VeriSign Remains Administrator of .net

Domain registrar VeriSign has beaten several other companies in competitive bidding and should therefore remain the administrator of the .net Internet domain, the Internet Corporation for Assigned Names and Numbers said March 28.

VeriSign has two weeks to negotiate a new agreement to keep administrative control of the domain, an agreement that would be worth at least $20 million a year for VeriSign—which already earns more than $200 a year administering.com.

VeriSign has not eluded controversy in the past, from the theft and recovery of Gary Kremen’s Sex.com domain—of which Kremen charged that Network Solutions (VeriSign bought the company in 2000) had some responsibility for, since the theft occurred by way of a forged letter to the registrar that the registrar allegedly failed to verify—to a controversial 2003 program that redirected Netizens misspelling .com and .net addresses to a VeriSign search engine.

That program was suspended shortly after VeriSign launched it, and VeriSign subsequently sued ICANN on charges that it blocked such efforts to offer new profitable and beneficial services.

For that reason, ICANN hired outside company Telcordia Technologies to evaluate .net administration applications, the better to avoid a conflict of interest in light of the VeriSign litigation, which is still pending. VeriSign prevailed in the .net renewal process by stressing its experience and overall stability, apparently winning over rival bidders’ emphases on international appeal and the need for competition.

ICANN will hold a public comment period while the new administrative agreement is negotiated. The U.S. federal government has to approve the renewal, which would take effect July 1.

If VeriSign can’t finalize a .net deal with ICANN, ICANN will start negotiating with the second-place applicant, Sentan Registry Services, which is a partnership between the operators of the .biz and the Japanese .jp domains. The third place finisher was said to be Afilias, the .info administrator, followed by DENIC, which administers Germany’s .de.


■ **TASK PROMPT**
Nothing in the data should be left out, so repeat it all exactly.

- - - - -

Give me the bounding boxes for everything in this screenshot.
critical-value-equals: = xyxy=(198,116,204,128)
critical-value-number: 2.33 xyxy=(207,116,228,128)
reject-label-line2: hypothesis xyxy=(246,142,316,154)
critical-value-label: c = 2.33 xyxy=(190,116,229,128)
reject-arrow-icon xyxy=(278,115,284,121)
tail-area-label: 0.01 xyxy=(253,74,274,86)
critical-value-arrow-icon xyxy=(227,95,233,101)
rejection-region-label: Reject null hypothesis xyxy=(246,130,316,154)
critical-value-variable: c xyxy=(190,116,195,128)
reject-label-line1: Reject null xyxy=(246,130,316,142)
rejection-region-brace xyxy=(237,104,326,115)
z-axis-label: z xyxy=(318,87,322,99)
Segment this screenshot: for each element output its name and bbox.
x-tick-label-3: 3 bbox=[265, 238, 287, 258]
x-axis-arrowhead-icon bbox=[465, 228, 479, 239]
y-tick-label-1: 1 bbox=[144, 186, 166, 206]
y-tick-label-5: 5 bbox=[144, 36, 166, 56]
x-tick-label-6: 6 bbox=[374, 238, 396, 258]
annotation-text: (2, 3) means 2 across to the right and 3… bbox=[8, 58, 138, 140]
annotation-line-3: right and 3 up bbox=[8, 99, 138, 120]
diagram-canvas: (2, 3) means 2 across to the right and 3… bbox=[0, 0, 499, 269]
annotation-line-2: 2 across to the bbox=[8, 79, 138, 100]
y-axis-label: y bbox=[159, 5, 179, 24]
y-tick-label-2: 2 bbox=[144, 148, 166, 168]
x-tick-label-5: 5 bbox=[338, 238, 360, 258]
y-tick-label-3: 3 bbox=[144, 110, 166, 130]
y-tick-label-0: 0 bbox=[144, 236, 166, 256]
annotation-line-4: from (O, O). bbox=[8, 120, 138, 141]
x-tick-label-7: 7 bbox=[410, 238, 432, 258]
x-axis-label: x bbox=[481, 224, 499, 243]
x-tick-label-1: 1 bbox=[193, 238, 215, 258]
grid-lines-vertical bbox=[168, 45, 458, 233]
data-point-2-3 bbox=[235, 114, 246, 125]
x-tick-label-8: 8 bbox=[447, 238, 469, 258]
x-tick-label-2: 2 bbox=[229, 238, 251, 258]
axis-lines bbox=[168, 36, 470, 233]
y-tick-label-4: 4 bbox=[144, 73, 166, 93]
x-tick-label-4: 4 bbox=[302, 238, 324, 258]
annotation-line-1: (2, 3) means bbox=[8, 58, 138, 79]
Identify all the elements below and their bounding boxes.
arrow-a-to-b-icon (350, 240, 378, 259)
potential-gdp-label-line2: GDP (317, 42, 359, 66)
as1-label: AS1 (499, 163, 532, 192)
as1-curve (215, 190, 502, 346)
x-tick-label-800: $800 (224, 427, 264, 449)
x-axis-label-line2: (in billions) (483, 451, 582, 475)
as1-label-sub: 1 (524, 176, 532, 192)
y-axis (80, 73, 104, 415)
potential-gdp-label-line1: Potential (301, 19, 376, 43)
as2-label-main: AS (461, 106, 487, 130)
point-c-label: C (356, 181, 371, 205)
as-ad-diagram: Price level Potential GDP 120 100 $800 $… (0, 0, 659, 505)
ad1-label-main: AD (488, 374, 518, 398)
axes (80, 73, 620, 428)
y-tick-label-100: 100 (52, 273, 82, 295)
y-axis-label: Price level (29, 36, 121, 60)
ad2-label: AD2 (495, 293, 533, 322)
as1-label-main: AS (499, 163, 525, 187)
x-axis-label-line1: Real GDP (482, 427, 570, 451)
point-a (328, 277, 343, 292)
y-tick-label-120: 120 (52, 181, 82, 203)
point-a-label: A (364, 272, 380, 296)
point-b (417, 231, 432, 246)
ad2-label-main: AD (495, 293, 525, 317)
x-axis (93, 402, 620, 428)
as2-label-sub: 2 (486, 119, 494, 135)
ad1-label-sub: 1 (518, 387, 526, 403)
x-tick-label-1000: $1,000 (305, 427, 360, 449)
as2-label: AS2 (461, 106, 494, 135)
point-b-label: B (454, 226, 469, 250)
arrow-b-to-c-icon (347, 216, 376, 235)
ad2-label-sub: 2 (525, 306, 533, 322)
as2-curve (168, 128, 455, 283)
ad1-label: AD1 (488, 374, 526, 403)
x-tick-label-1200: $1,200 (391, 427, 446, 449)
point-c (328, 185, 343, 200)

- - - - -

■ **RESULT OF THIS TASK**
Give me the bounding boxes for everything in this screenshot.
critical-value-equals: = xyxy=(198,116,204,128)
critical-value-number: 2.33 xyxy=(207,116,228,128)
reject-label-line2: hypothesis xyxy=(246,142,316,154)
critical-value-label: c = 2.33 xyxy=(190,116,229,128)
reject-arrow-icon xyxy=(278,115,284,121)
tail-area-label: 0.01 xyxy=(253,74,274,86)
critical-value-arrow-icon xyxy=(227,95,233,101)
rejection-region-label: Reject null hypothesis xyxy=(246,130,316,154)
critical-value-variable: c xyxy=(190,116,195,128)
reject-label-line1: Reject null xyxy=(246,130,316,142)
rejection-region-brace xyxy=(237,104,326,115)
z-axis-label: z xyxy=(318,87,322,99)
Segment this screenshot: for each element output its name and bbox.
x-tick-label-3: 3 bbox=[265, 238, 287, 258]
x-axis-arrowhead-icon bbox=[465, 228, 479, 239]
y-tick-label-1: 1 bbox=[144, 186, 166, 206]
y-tick-label-5: 5 bbox=[144, 36, 166, 56]
x-tick-label-6: 6 bbox=[374, 238, 396, 258]
annotation-text: (2, 3) means 2 across to the right and 3… bbox=[8, 58, 138, 140]
annotation-line-3: right and 3 up bbox=[8, 99, 138, 120]
diagram-canvas: (2, 3) means 2 across to the right and 3… bbox=[0, 0, 499, 269]
annotation-line-2: 2 across to the bbox=[8, 79, 138, 100]
y-axis-label: y bbox=[159, 5, 179, 24]
y-tick-label-2: 2 bbox=[144, 148, 166, 168]
x-tick-label-5: 5 bbox=[338, 238, 360, 258]
y-tick-label-3: 3 bbox=[144, 110, 166, 130]
y-tick-label-0: 0 bbox=[144, 236, 166, 256]
annotation-line-4: from (O, O). bbox=[8, 120, 138, 141]
x-tick-label-7: 7 bbox=[410, 238, 432, 258]
x-axis-label: x bbox=[481, 224, 499, 243]
x-tick-label-1: 1 bbox=[193, 238, 215, 258]
grid-lines-vertical bbox=[168, 45, 458, 233]
data-point-2-3 bbox=[235, 114, 246, 125]
x-tick-label-8: 8 bbox=[447, 238, 469, 258]
x-tick-label-2: 2 bbox=[229, 238, 251, 258]
axis-lines bbox=[168, 36, 470, 233]
y-tick-label-4: 4 bbox=[144, 73, 166, 93]
x-tick-label-4: 4 bbox=[302, 238, 324, 258]
annotation-line-1: (2, 3) means bbox=[8, 58, 138, 79]
Identify all the elements below and their bounding boxes.
arrow-a-to-b-icon (350, 240, 378, 259)
potential-gdp-label-line2: GDP (317, 42, 359, 66)
as1-label: AS1 (499, 163, 532, 192)
as1-curve (215, 190, 502, 346)
x-tick-label-800: $800 (224, 427, 264, 449)
x-axis-label-line2: (in billions) (483, 451, 582, 475)
as1-label-sub: 1 (524, 176, 532, 192)
y-axis (80, 73, 104, 415)
potential-gdp-label-line1: Potential (301, 19, 376, 43)
as2-label-main: AS (461, 106, 487, 130)
point-c-label: C (356, 181, 371, 205)
as-ad-diagram: Price level Potential GDP 120 100 $800 $… (0, 0, 659, 505)
ad1-label-main: AD (488, 374, 518, 398)
axes (80, 73, 620, 428)
y-tick-label-100: 100 (52, 273, 82, 295)
y-axis-label: Price level (29, 36, 121, 60)
ad2-label: AD2 (495, 293, 533, 322)
as1-label-main: AS (499, 163, 525, 187)
x-axis-label-line1: Real GDP (482, 427, 570, 451)
point-a (328, 277, 343, 292)
y-tick-label-120: 120 (52, 181, 82, 203)
point-a-label: A (364, 272, 380, 296)
point-b (417, 231, 432, 246)
ad2-label-main: AD (495, 293, 525, 317)
x-axis (93, 402, 620, 428)
as2-label-sub: 2 (486, 119, 494, 135)
ad1-label-sub: 1 (518, 387, 526, 403)
x-tick-label-1000: $1,000 (305, 427, 360, 449)
as2-label: AS2 (461, 106, 494, 135)
point-b-label: B (454, 226, 469, 250)
arrow-b-to-c-icon (347, 216, 376, 235)
ad2-label-sub: 2 (525, 306, 533, 322)
as2-curve (168, 128, 455, 283)
ad1-label: AD1 (488, 374, 526, 403)
x-tick-label-1200: $1,200 (391, 427, 446, 449)
point-c (328, 185, 343, 200)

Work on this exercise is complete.